2
40
of a fairly senior officer, with some junior assistants, open 24 hours of the day, where all patients coming to the Hospital first report. Briefly, such patients might:-
(a)
receive immediate treatment for a minor ailment and return home
(b) be given a card for attendance on a certain day at the appropriate out-patient clinic (Medical, Surgical, Gynaecological or other Special Clinic) (c) be admitted immediately as an emergency case
to the appropriate department, after due consulta- tion with an officer of the department concerned.
A schedule of Out-Patient Clinics, embracing all the main departments, would be drawn up, and there would be a reasonable assurance that patients attending these clinics would be correctly allocated if they had already passed through a brief preliminary investigation in the Receiving Room.
WARDS
It would be necessary to allocate all the Wards to the main Departments, and certain Special Departments, on an agreed percentage basis for both male and female cases. For such a scheme to function smoothly, it would be necess- ary for the whole Hospital, with the maximum number of beds available (say 300) to be treated as one indivisible whole working under a unified control.
ADDITIONAL EQUIPMENT, ETC.
In order to bring the status of the Hospital into line with that required of a Teaching Hospital, a great deal of actual additional equipment and of improvement of exist- ing facilities would benecessary. This would include
addition of development of the Operating Theatre (with the perhaps two theatres), fitting up a modern Delivery Room, as well as making numerous additions to the equipment needed for diagnosis and treatment. Probably a good deal of replacement would be required of hospital beds, beside furnishings and equipment. An X-ray Plant, an adequate Clinical and Pathological Laboratory, facilities for Post- mortem Examinations, a Record Room, Lecture Rooms, for students and nurses and adequate accommodation for Nurses, Students and Staff (including subsidiary staff) would all be needed, and would have to receive the attention of a Special Planning Committee.
The following building plans would make provision for the changes envisaged:-
The addition of a further storey to the whole hospital building in order to provide a lecture room and quarters for the Medical staff and Interns. This would release space in the present hospital building now occupied by medical officers.
The building of adequate quarters to house the male and female servants of the Hospital who at present live in the basement. This would release the whole of the basement for Qut-patient use and other purposes.
The building of the long projected Nurses Home (for which plans were drawn up before the war by the Tung Wah authorities). This would release a greater part of the present top floor of the hospital, now occupied by nurses, for the use of hospital patients.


-- Assignment --
Filter the entries and keep only the lines where the string "mark" appears.
##### Records supplied
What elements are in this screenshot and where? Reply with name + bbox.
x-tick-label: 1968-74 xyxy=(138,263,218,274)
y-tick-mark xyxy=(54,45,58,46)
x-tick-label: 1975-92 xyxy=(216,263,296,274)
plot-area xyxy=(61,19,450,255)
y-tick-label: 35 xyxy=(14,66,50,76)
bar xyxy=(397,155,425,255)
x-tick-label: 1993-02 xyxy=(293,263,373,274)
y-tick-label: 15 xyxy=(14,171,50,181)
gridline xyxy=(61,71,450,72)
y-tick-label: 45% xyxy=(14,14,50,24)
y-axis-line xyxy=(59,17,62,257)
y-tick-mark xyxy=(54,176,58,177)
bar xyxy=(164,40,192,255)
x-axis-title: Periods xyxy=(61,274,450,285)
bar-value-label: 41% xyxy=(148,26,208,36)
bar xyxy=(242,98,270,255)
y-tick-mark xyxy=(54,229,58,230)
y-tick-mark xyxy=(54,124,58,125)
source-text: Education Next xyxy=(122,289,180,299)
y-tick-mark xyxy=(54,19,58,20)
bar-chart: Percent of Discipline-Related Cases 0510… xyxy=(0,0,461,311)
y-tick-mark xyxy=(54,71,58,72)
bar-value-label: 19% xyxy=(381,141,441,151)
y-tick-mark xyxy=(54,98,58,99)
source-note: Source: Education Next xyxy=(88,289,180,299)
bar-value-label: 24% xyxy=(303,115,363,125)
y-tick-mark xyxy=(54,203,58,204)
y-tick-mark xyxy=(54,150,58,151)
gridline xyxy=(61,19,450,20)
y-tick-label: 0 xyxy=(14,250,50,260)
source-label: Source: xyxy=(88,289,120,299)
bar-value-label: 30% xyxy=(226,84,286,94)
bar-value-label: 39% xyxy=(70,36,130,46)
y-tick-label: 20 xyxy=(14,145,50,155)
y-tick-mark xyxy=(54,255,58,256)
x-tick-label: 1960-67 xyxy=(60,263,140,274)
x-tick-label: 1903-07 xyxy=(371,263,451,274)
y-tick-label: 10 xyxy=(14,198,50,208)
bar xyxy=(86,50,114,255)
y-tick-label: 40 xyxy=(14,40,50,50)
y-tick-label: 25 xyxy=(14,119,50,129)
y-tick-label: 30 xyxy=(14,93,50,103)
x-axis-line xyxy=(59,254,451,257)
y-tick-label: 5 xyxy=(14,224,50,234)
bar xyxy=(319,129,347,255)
##########
-- The answer --
y-tick-mark xyxy=(54,45,58,46)
y-tick-mark xyxy=(54,176,58,177)
y-tick-mark xyxy=(54,229,58,230)
y-tick-mark xyxy=(54,124,58,125)
y-tick-mark xyxy=(54,19,58,20)
y-tick-mark xyxy=(54,71,58,72)
y-tick-mark xyxy=(54,98,58,99)
y-tick-mark xyxy=(54,203,58,204)
y-tick-mark xyxy=(54,150,58,151)
y-tick-mark xyxy=(54,255,58,256)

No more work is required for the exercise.